Dance

I have been dancing as long as I can remember but have only recently realised what only a few years ago I could have only dreamed of, namely dancing on stages in front of audiences.

Coming from a background of gymnastics and martial arts I started dancing (properly as it were) when I was 18, when I moved to London. I went to classes at my university's dance society and after my first year I started running it. I performed in, and put on, shows there for 4 years until I finished my Master's degree.

(click on image to enlarge)

 

"Gender Violence"

Instead of going to a dance school after finally realising I was not cut out for 'working life', I started my PhD. Before deciding to return to academia, I auditioned at a few dance schools with a piece that I choreographed in response to what I saw as the aesthetisation (if that is a word) of violence in popular culture at the time. Responding to the images brought to us by films like the Matrix (which was considered beautiful and uncontroversial) and Fight Club (which was considered ugly and very controversial) I chose to comment on the ways in which violence was being shown to be balletic and graceful and without physical consequence. The piece moves from highly choreographed, tight, graceful movement into ever degrading mess, until it is just bloody and crass.

It got me in to a school. Which I was happy about, but I decided for a couple of reasons that I would not go the dance route and headed back to academia, hoping that maybe I would be able to integrate my feelings, my academia and my politics into my dance there.

A few years later I got my chance when I performed (very nervously) at Club Wotever a piece tenuously based on my audition piece, about how it is to be subject to violence as a gendered person (specifically a trans-gendered person in my case, but I don't limit the interpretation).

[More photos coming soon! Especially ones by my friend Verena]

I felt exalted when people responded positively and since I have expanded the piece that is presented broadly in three parts. My responses to violence and how it has made me feel. I don't want to describe what it looks like per se but it is designed to be intense, disturbing at some points and hopefully a bit uplifting. It is a dance piece but is also designed to be accessible and open.

In the year that has followed that first time in Club Wotever I have performed the piece on a number of occasions in some very different spaces. The pictures here are from when I traveled to Stockholm. This was the first time I had performed on a full stage. I gave it my all and I got so much back from the audience that as I write about it and think about I can't help but think of it as one of the most magical moments of my life.

[More photos on the way including some by my friend Del]

(click on images to enlarge)

I recently took the piece to Warsaw, another incredible experience, performing infront of over 600 people. Just prior to arriving a courtcase had just been heard about the murder of a trans woman in which the perpetrators received a drastically reduced sentence because "they didn't mean to kill her, just really really hurt her". The politics is being heatedly contested. The people I met were hardworking, brilliant, committed and incredibly warm and generous.

[More of Kash's photos to come from the Warsaw event and I will load up a drawing I made of our time there... eventually... watch this space]

The day after coming back from Warsaw I performed the piece at my university, for the same dance group that I had run 8 years prior. I performed in front of 300 people, predominantly straight, and again I was terrified. I had a very good reception and it made me feel positive that material like this can cross borders and boundaries of all kinds and people can relate to oppression in all its forms from their own experiences.

I continue to work on the piece. I will be performing it again soon in a big West End theatre, I am talking about it in Zem Moffet's upcoming documentary on gender and performance, and I am currently talking to other artists about realising the piece in different mediums.

 

"The Look"

I am working on more dance work at the moment, based on 'image' and 'body'. Again, like the piece on violence I hope this will be accessible, and relevant to a wide spectrum of experience. I think this a common experience, a common feeling that is hard to realise in words and I hope through dance I can get something across that we don't or can't talk about. I performed it for the first time at Smack! in April. It felt good and the audience seemed to respond well. I am looking forward to working on it more and performing it again soon.

[Ingo took some beautiful photos of the piece and I will load those up asap]

 

"Gender Stripping"

This is a short little piece that explores (quite personally) trans-sexuality and gender-performance. It's a gender-fuck striptease performance. Perfromed to Leonard Cohen's "I'm Your Man" it is supposed to be fun, sexy and also a mind-job in terms of gendered sexuality and performance. It's still being gestated but it went over very well at Wotever Stockholm and I have been asked to perform it again at Club Sade in Stockholm in November 2005 for their 30th Anniversary party. I look forward to tinkering with this idea in the coming months. Watch this space for more details.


#### WORK ORDER:
Further down are entries; set down exactly and only the lines from the one with "Image is 868x489 pixels." up to and including the one with "Image is 868x329 pixels.", dropping each picture.

#### TASK MATERIAL:
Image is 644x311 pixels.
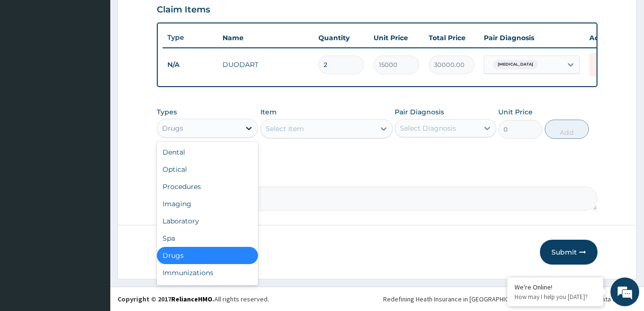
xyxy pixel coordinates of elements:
[545,120,589,139] button: Add
[163,28,217,47] th: Type
[314,28,369,47] th: Quantity
[540,240,597,265] button: Submit
[5,208,183,242] textarea: Type your message and hit 'Enter'
[50,53,161,66] div: Chat with us now
[498,108,533,117] label: Unit Price
[56,95,132,191] span: We're online!
[493,60,538,70] span: [MEDICAL_DATA]
[400,123,456,134] div: Select Diagnosis
[515,283,596,292] div: We're Online!
[585,28,633,47] th: Actions
[157,213,258,230] div: Laboratory
[369,28,424,47] th: Unit Price
[157,144,258,161] div: Dental
[110,287,644,311] footer: All rights reserved.
[157,173,597,182] label: Comment
[383,295,637,304] div: Redefining Heath Insurance in [GEOGRAPHIC_DATA] using Telemedicine and Data Science!
[424,28,479,47] th: Total Price
[157,161,258,178] div: Optical
[162,123,183,134] div: Drugs
[157,282,258,299] div: Others
[172,295,212,304] a: RelianceHMO
[157,196,258,213] div: Imaging
[163,56,217,74] td: N/A
[117,295,215,304] strong: Copyright © 2017 .
[157,178,258,196] div: Procedures
[157,109,177,116] label: Types
[266,124,304,134] div: Select Item
[157,5,210,16] h3: Claim Items
[157,230,258,247] div: Spa
[217,55,314,74] td: DUODART
[157,264,258,282] div: Immunizations
[260,108,277,117] label: Item
[18,48,39,72] img: d_794563401_company_1708531726252_794563401
[479,28,585,47] th: Pair Diagnosis
[515,293,596,302] p: How may I help you today?
[217,28,314,47] th: Name
[157,247,258,264] div: Drugs
[157,5,180,28] div: Minimize live chat window
[395,108,444,117] label: Pair Diagnosis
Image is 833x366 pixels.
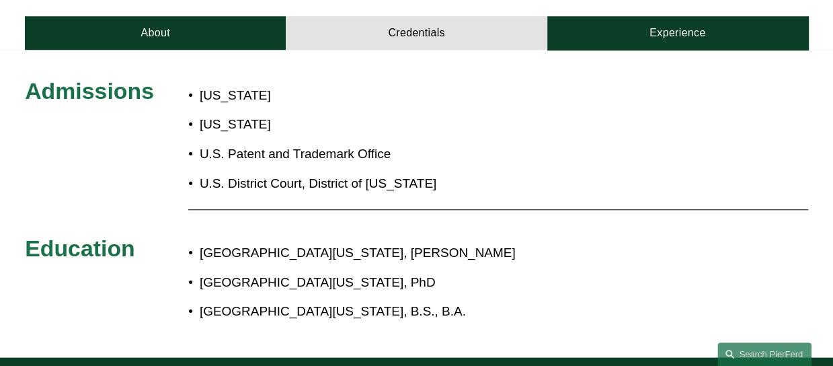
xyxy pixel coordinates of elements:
p: U.S. District Court, District of [US_STATE] [200,172,482,195]
p: [US_STATE] [200,84,482,107]
p: [GEOGRAPHIC_DATA][US_STATE], B.S., B.A. [200,300,710,323]
p: U.S. Patent and Trademark Office [200,143,482,165]
a: Search this site [718,342,812,366]
a: Credentials [286,16,547,50]
p: [US_STATE] [200,113,482,136]
p: [GEOGRAPHIC_DATA][US_STATE], PhD [200,271,710,294]
a: About [25,16,286,50]
a: Experience [548,16,809,50]
span: Education [25,235,135,261]
p: [GEOGRAPHIC_DATA][US_STATE], [PERSON_NAME] [200,242,710,264]
span: Admissions [25,78,154,104]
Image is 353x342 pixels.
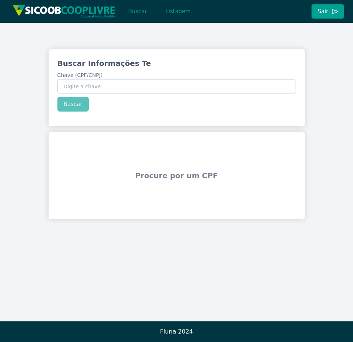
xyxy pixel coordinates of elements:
h3: Buscar Informações Te [57,58,296,68]
img: img/sicoob_cooplivre.png [13,4,115,18]
button: Sair [311,4,344,19]
span: Fluna 2024 [160,328,193,335]
button: Buscar [122,4,153,19]
button: Listagem [159,4,197,19]
span: Chave (CPF/CNPJ) [57,72,103,78]
input: Chave (CPF/CNPJ) [57,79,296,94]
span: Procure por um CPF [51,153,302,198]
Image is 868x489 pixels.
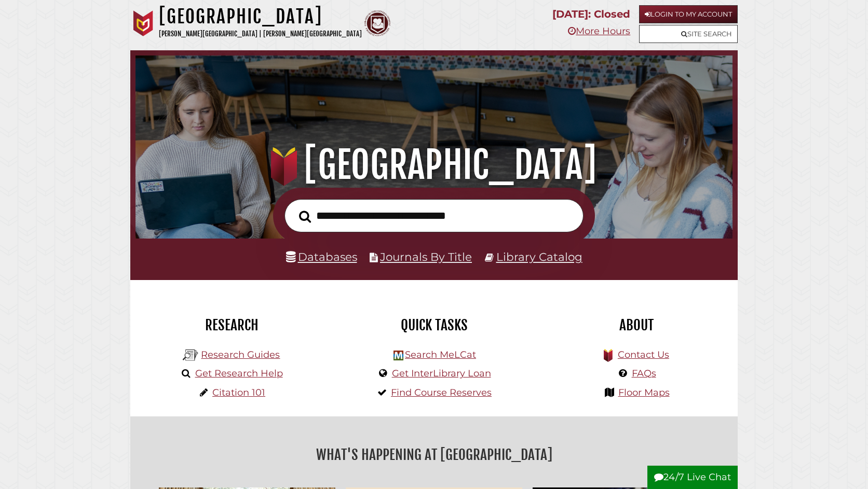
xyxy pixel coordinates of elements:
[130,10,157,36] img: Calvin University
[543,316,730,334] h2: About
[183,348,198,363] img: Hekman Library Logo
[213,387,265,398] a: Citation 101
[294,207,316,226] button: Search
[286,250,357,263] a: Databases
[568,25,630,37] a: More Hours
[405,349,476,360] a: Search MeLCat
[138,443,730,467] h2: What's Happening at [GEOGRAPHIC_DATA]
[639,5,738,24] a: Login to My Account
[299,210,311,223] i: Search
[159,5,362,28] h1: [GEOGRAPHIC_DATA]
[196,368,283,379] a: Get Research Help
[496,250,583,263] a: Library Catalog
[391,387,492,398] a: Find Course Reserves
[148,142,720,188] h1: [GEOGRAPHIC_DATA]
[364,10,390,36] img: Calvin Theological Seminary
[618,349,669,360] a: Contact Us
[138,316,325,334] h2: Research
[552,5,630,24] p: [DATE]: Closed
[618,387,670,398] a: Floor Maps
[340,316,528,334] h2: Quick Tasks
[392,368,491,379] a: Get InterLibrary Loan
[380,250,472,263] a: Journals By Title
[632,368,656,379] a: FAQs
[159,28,362,40] p: [PERSON_NAME][GEOGRAPHIC_DATA] | [PERSON_NAME][GEOGRAPHIC_DATA]
[639,25,738,43] a: Site Search
[394,350,403,360] img: Hekman Library Logo
[201,349,279,360] a: Research Guides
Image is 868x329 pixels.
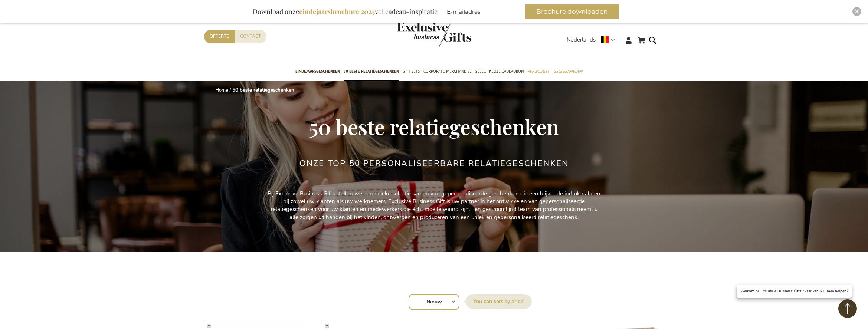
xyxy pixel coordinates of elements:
input: E-mailadres [443,3,521,19]
div: Download onze vol cadeau-inspiratie [249,3,441,19]
h2: Onze TOP 50 Personaliseerbare Relatiegeschenken [300,159,569,168]
label: Sorteer op [466,294,532,309]
span: Select Keuze Cadeaubon [476,67,524,75]
span: Corporate Merchandise [423,67,472,75]
p: Bij Exclusive Business Gifts stellen we een unieke selectie samen van gepersonaliseerde geschenke... [267,190,602,222]
div: Nederlands [567,35,620,44]
span: Nederlands [567,35,596,44]
span: Gelegenheden [553,67,583,75]
img: Close [855,10,859,14]
span: Per Budget [527,67,550,75]
div: Close [853,7,862,16]
b: eindejaarsbrochure 2025 [299,7,375,16]
a: Contact [235,30,266,44]
button: Brochure downloaden [525,3,619,19]
img: Exclusive Business gifts logo [397,22,472,47]
a: Offerte [204,30,235,44]
strong: 50 beste relatiegeschenken [232,87,294,94]
span: 50 beste relatiegeschenken [344,67,399,75]
a: store logo [397,22,434,47]
span: Gift Sets [403,67,420,75]
a: Home [215,87,228,94]
span: 50 beste relatiegeschenken [309,113,559,140]
span: Eindejaarsgeschenken [296,67,340,75]
form: marketing offers and promotions [443,3,524,22]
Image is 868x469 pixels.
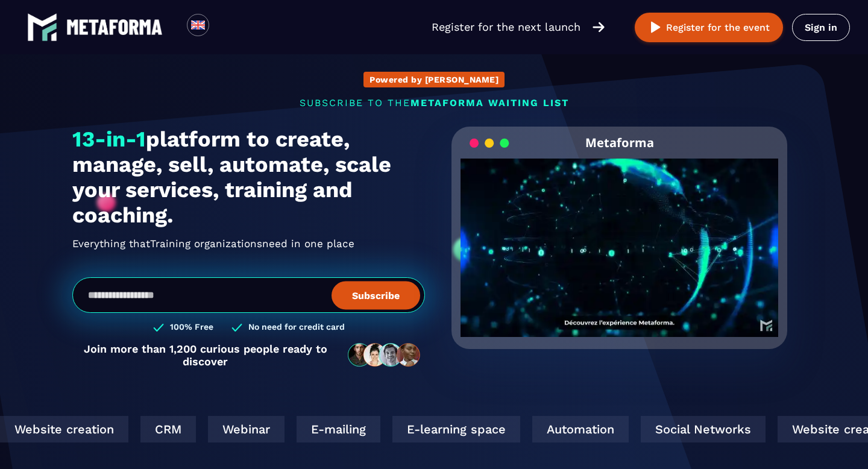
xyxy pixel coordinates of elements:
[469,138,509,149] img: loading
[219,20,228,35] input: Search for option
[390,416,517,442] div: E-learning space
[248,322,345,333] h3: No need for credit card
[27,12,57,42] img: logo
[72,97,796,109] p: SUBSCRIBE TO THE
[792,14,849,41] a: Sign in
[585,126,654,158] h2: Metaforma
[72,126,146,152] span: 13-in-1
[331,281,420,309] button: Subscribe
[205,416,282,442] div: Webinar
[293,416,377,442] div: E-mailing
[529,416,625,442] div: Automation
[593,21,605,34] img: arrow-right
[209,14,239,40] div: Search for option
[410,97,569,109] span: METAFORMA WAITING LIST
[370,75,498,84] p: Powered by [PERSON_NAME]
[638,416,762,442] div: Social Networks
[648,20,663,35] img: play
[66,20,163,35] img: logo
[72,126,425,227] h1: platform to create, manage, sell, automate, scale your services, training and coaching.
[231,322,243,333] img: checked
[72,234,425,253] h2: Everything that need in one place
[345,343,425,368] img: community-people
[190,18,205,33] img: en
[153,322,164,333] img: checked
[635,13,783,42] button: Register for the event
[169,322,213,333] h3: 100% Free
[138,416,193,442] div: CRM
[150,234,262,253] span: Training organizations
[461,158,778,317] video: Your browser does not support the video tag.
[432,19,581,36] p: Register for the next launch
[72,343,338,368] p: Join more than 1,200 curious people ready to discover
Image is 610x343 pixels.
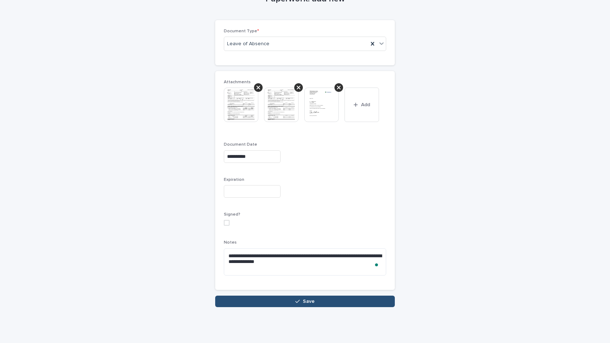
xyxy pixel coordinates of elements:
span: Document Date [224,143,257,147]
span: Signed? [224,213,240,217]
span: Document Type [224,29,259,33]
textarea: To enrich screen reader interactions, please activate Accessibility in Grammarly extension settings [224,249,386,276]
span: Add [361,102,370,107]
span: Leave of Absence [227,40,269,48]
span: Attachments [224,80,251,84]
button: Save [215,296,395,307]
span: Save [303,299,315,304]
span: Expiration [224,178,244,182]
span: Notes [224,241,237,245]
button: Add [344,88,379,122]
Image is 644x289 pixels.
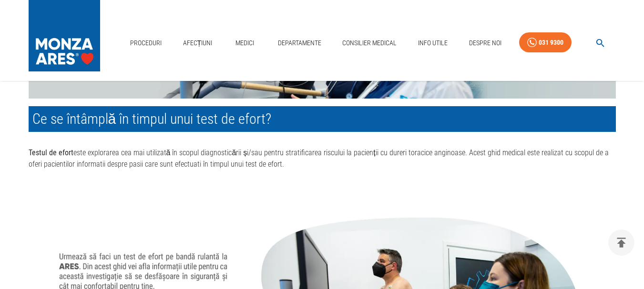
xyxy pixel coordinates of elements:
[414,33,451,53] a: Info Utile
[29,106,616,132] h1: Ce se întâmplă în timpul unui test de efort?
[179,33,217,53] a: Afecțiuni
[29,148,74,157] strong: Testul de efort
[274,33,325,53] a: Departamente
[29,147,616,170] p: este explorarea cea mai utilizată în scopul diagnosticării și/sau pentru stratificarea riscului l...
[519,33,571,53] a: 031 9300
[230,33,260,53] a: Medici
[127,33,165,53] a: Proceduri
[539,37,563,48] div: 031 9300
[465,33,505,53] a: Despre Noi
[608,229,634,256] button: delete
[338,33,400,53] a: Consilier Medical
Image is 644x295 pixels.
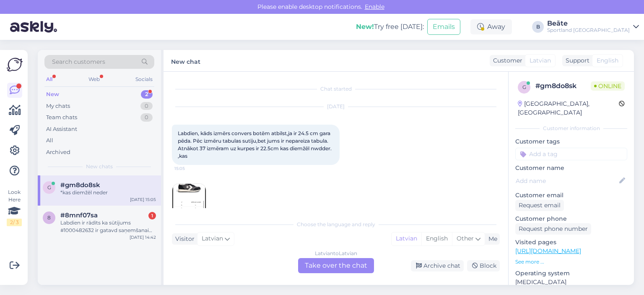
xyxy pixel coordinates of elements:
div: All [46,136,53,145]
div: 2 [141,90,153,99]
span: Latvian [202,234,223,243]
div: Chat started [172,85,500,93]
p: Customer name [516,164,628,172]
div: 2 / 3 [7,219,22,226]
label: New chat [171,55,200,66]
div: [DATE] 14:42 [130,234,156,240]
span: g [523,84,526,90]
div: AI Assistant [46,125,77,133]
div: Latvian [392,232,421,245]
div: Block [467,260,500,271]
p: Customer phone [516,214,628,223]
div: *kas diemžēl neder [61,188,156,196]
p: Visited pages [516,238,628,247]
span: #gm8do8sk [61,181,100,188]
div: [GEOGRAPHIC_DATA], [GEOGRAPHIC_DATA] [518,99,619,117]
div: [DATE] 15:05 [130,196,156,202]
div: Take over the chat [298,258,374,273]
div: All [44,74,54,85]
span: Online [591,81,625,91]
img: Attachment [172,183,206,217]
span: Search customers [52,57,105,66]
div: New [46,90,59,99]
p: Customer tags [516,137,628,146]
div: Away [471,19,512,34]
div: Try free [DATE]: [356,22,424,32]
span: Labdien, kāds izmērs convers botēm atbilst,ja ir 24.5 cm gara pēda. Pēc izmēru tabulas sutīju,bet... [178,130,333,159]
a: BeāteSportland [GEOGRAPHIC_DATA] [548,20,640,34]
div: Request phone number [516,223,591,234]
span: Enable [362,3,387,11]
div: Latvian to Latvian [315,250,357,257]
div: My chats [46,102,70,110]
div: Customer [490,56,523,65]
div: Labdien ir rādīts ka sūtijums #1000482632 ir gatavd saņemšanai [DATE] jau, bet vēl nav atnācis zi... [61,219,156,234]
p: [MEDICAL_DATA] [516,278,628,287]
div: Socials [134,74,154,85]
div: Team chats [46,113,77,122]
div: 0 [140,113,153,122]
button: Emails [427,19,461,35]
div: B [532,21,544,33]
div: Request email [516,200,564,211]
div: Me [485,234,498,243]
p: Customer email [516,191,628,200]
div: Archive chat [411,260,464,271]
div: 0 [140,102,153,110]
a: [URL][DOMAIN_NAME] [516,247,581,255]
span: g [47,184,51,190]
div: Beāte [548,20,630,27]
div: Customer information [516,125,628,132]
span: 15:05 [174,165,206,172]
div: [DATE] [172,103,500,110]
div: Sportland [GEOGRAPHIC_DATA] [548,27,630,34]
p: Operating system [516,269,628,278]
div: Choose the language and reply [172,220,500,228]
span: 8 [47,214,50,220]
img: Askly Logo [7,57,22,72]
b: New! [356,22,374,31]
div: Web [87,74,102,85]
span: Latvian [530,56,551,65]
div: Archived [46,148,71,156]
div: 1 [149,212,156,219]
span: Other [457,234,474,242]
input: Add a tag [516,148,628,160]
p: See more ... [516,258,628,265]
div: Look Here [7,188,22,226]
input: Add name [516,176,618,185]
span: New chats [86,163,113,170]
div: Support [563,56,590,65]
div: Visitor [172,234,195,243]
div: # gm8do8sk [536,81,591,91]
span: #8mnf07sa [61,211,98,219]
span: English [597,56,619,65]
div: English [421,232,452,245]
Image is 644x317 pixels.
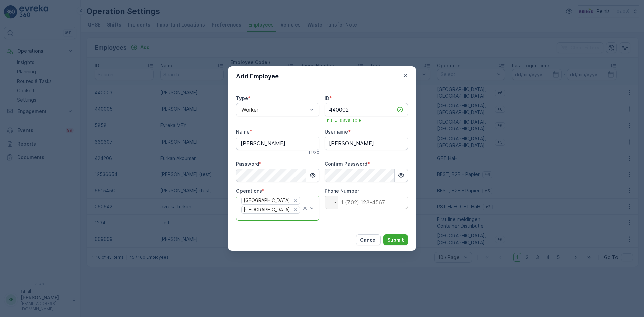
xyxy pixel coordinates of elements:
p: Cancel [360,237,377,243]
p: Submit [387,237,404,243]
label: Operations [236,188,262,193]
label: Confirm Password [325,161,367,167]
button: Submit [383,235,408,245]
div: Remove Huis aan Huis [292,207,299,213]
label: Username [325,129,348,134]
p: 12 / 30 [308,150,319,155]
label: Type [236,95,248,101]
div: Remove Prullenbakken [292,198,299,204]
button: Cancel [356,235,381,245]
input: 1 (702) 123-4567 [325,196,408,209]
div: [GEOGRAPHIC_DATA] [242,206,291,213]
span: This ID is available [325,118,361,123]
div: [GEOGRAPHIC_DATA] [242,197,291,204]
p: Add Employee [236,72,279,81]
label: Phone Number [325,188,359,193]
label: Password [236,161,259,167]
label: Name [236,129,249,134]
label: ID [325,95,329,101]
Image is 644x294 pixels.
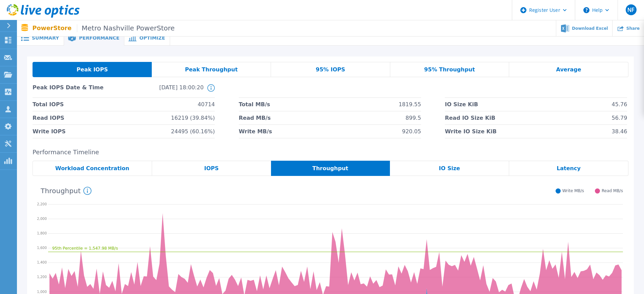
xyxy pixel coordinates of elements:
span: Average [556,67,582,73]
text: 95th Percentile = 1,547.98 MB/s [52,246,118,252]
span: 1819.55 [399,98,421,111]
text: 2,200 [37,203,47,206]
span: Metro Nashville PowerStore [77,24,175,32]
p: PowerStore [33,24,175,32]
span: Write MB/s [239,125,272,138]
span: NF [628,7,634,12]
text: 1,800 [37,232,47,236]
span: Share [626,26,640,31]
span: Write MB/s [562,189,585,194]
span: Read IOPS [33,112,64,125]
span: Performance [79,35,119,41]
span: 38.46 [612,125,628,138]
span: Peak IOPS [76,67,108,73]
span: IO Size KiB [445,98,478,111]
span: 45.76 [612,98,628,111]
span: Download Excel [572,26,608,31]
h4: Throughput [41,187,92,195]
span: [DATE] 18:00:20 [118,84,204,97]
span: 16219 (39.84%) [171,112,215,125]
span: 40714 [197,98,215,111]
text: 1,600 [37,246,47,250]
span: 899.5 [405,112,421,125]
span: 56.79 [612,112,628,125]
text: 1,200 [37,276,47,280]
span: Total MB/s [239,98,271,111]
span: Peak IOPS Date & Time [33,84,118,97]
span: IOPS [205,166,219,171]
span: 95% IOPS [316,67,345,73]
span: 95% Throughput [424,67,475,73]
span: Write IOPS [33,125,66,138]
span: Peak Throughput [185,67,238,73]
span: IO Size [439,166,460,171]
text: 2,000 [37,217,47,221]
text: 1,400 [37,261,47,265]
span: Summary [32,35,59,41]
span: Optimize [139,35,165,41]
span: Latency [557,166,581,171]
span: 24495 (60.16%) [171,125,215,138]
span: Write IO Size KiB [445,125,497,138]
span: Workload Concentration [55,166,129,171]
text: 1,000 [37,290,47,294]
span: Throughput [313,166,348,171]
span: Total IOPS [33,98,63,111]
span: Read MB/s [239,112,271,125]
span: Read IO Size KiB [445,112,496,125]
h2: Performance Timeline [33,149,629,156]
span: 920.05 [402,125,421,138]
span: Read MB/s [602,189,623,194]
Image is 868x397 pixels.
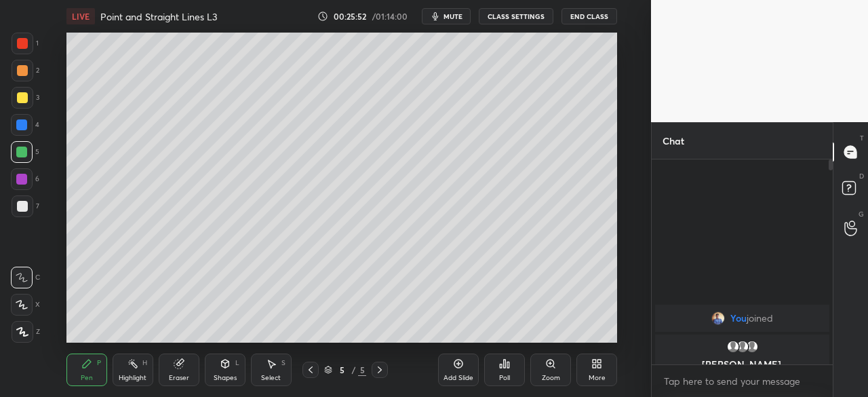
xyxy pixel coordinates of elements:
[859,171,864,181] p: D
[443,374,473,381] div: Add Slide
[421,8,471,24] button: mute
[101,10,217,23] h4: Point and Straight Lines L3
[261,374,281,381] div: Select
[12,32,39,54] div: 1
[12,86,39,108] div: 3
[860,133,864,143] p: T
[67,8,95,24] div: LIVE
[235,359,239,366] div: L
[726,340,740,353] img: default.png
[281,359,285,366] div: S
[479,8,554,24] button: CLASS SETTINGS
[542,374,560,381] div: Zoom
[11,267,40,289] div: C
[11,141,39,163] div: 5
[652,123,695,159] p: Chat
[214,374,237,381] div: Shapes
[745,340,759,353] img: default.png
[712,311,725,325] img: 3837170fdf774a0a80afabd66fc0582a.jpg
[663,358,821,380] p: [PERSON_NAME], [PERSON_NAME], azimuthal
[736,340,749,353] img: default.png
[747,313,773,323] span: joined
[589,374,605,381] div: More
[97,359,101,366] div: P
[561,8,617,24] button: End Class
[730,313,747,323] span: You
[351,366,355,373] div: /
[169,374,189,381] div: Eraser
[443,12,462,21] span: mute
[859,209,864,219] p: G
[12,321,40,343] div: Z
[11,293,40,315] div: X
[12,60,39,81] div: 2
[358,363,366,376] div: 5
[11,168,39,189] div: 6
[81,374,93,381] div: Pen
[335,366,348,373] div: 5
[119,374,146,381] div: Highlight
[142,359,147,366] div: H
[11,114,39,135] div: 4
[652,302,833,364] div: grid
[12,195,39,217] div: 7
[499,374,510,381] div: Poll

#### FINISHED TASK:
Image is 868x489 pixels.
xyxy pixel coordinates of elements:
[130,10,157,36] img: Calvin University
[543,316,730,334] h2: About
[183,348,198,363] img: Hekman Library Logo
[213,387,265,398] a: Citation 101
[294,207,316,226] button: Search
[286,250,357,263] a: Databases
[568,25,630,37] a: More Hours
[405,349,476,360] a: Search MeLCat
[138,443,730,467] h2: What's Happening at [GEOGRAPHIC_DATA]
[639,5,738,24] a: Login to My Account
[299,210,311,223] i: Search
[159,5,362,28] h1: [GEOGRAPHIC_DATA]
[196,368,283,379] a: Get Research Help
[496,250,583,263] a: Library Catalog
[391,387,492,398] a: Find Course Reserves
[148,142,720,188] h1: [GEOGRAPHIC_DATA]
[364,10,390,36] img: Calvin Theological Seminary
[618,349,669,360] a: Contact Us
[138,316,325,334] h2: Research
[552,5,630,24] p: [DATE]: Closed
[618,387,670,398] a: Floor Maps
[340,316,528,334] h2: Quick Tasks
[392,368,491,379] a: Get InterLibrary Loan
[380,250,472,263] a: Journals By Title
[632,368,656,379] a: FAQs
[159,28,362,40] p: [PERSON_NAME][GEOGRAPHIC_DATA] | [PERSON_NAME][GEOGRAPHIC_DATA]
[639,25,738,43] a: Site Search
[394,350,403,360] img: Hekman Library Logo
[201,349,279,360] a: Research Guides
Image is 868x329 pixels.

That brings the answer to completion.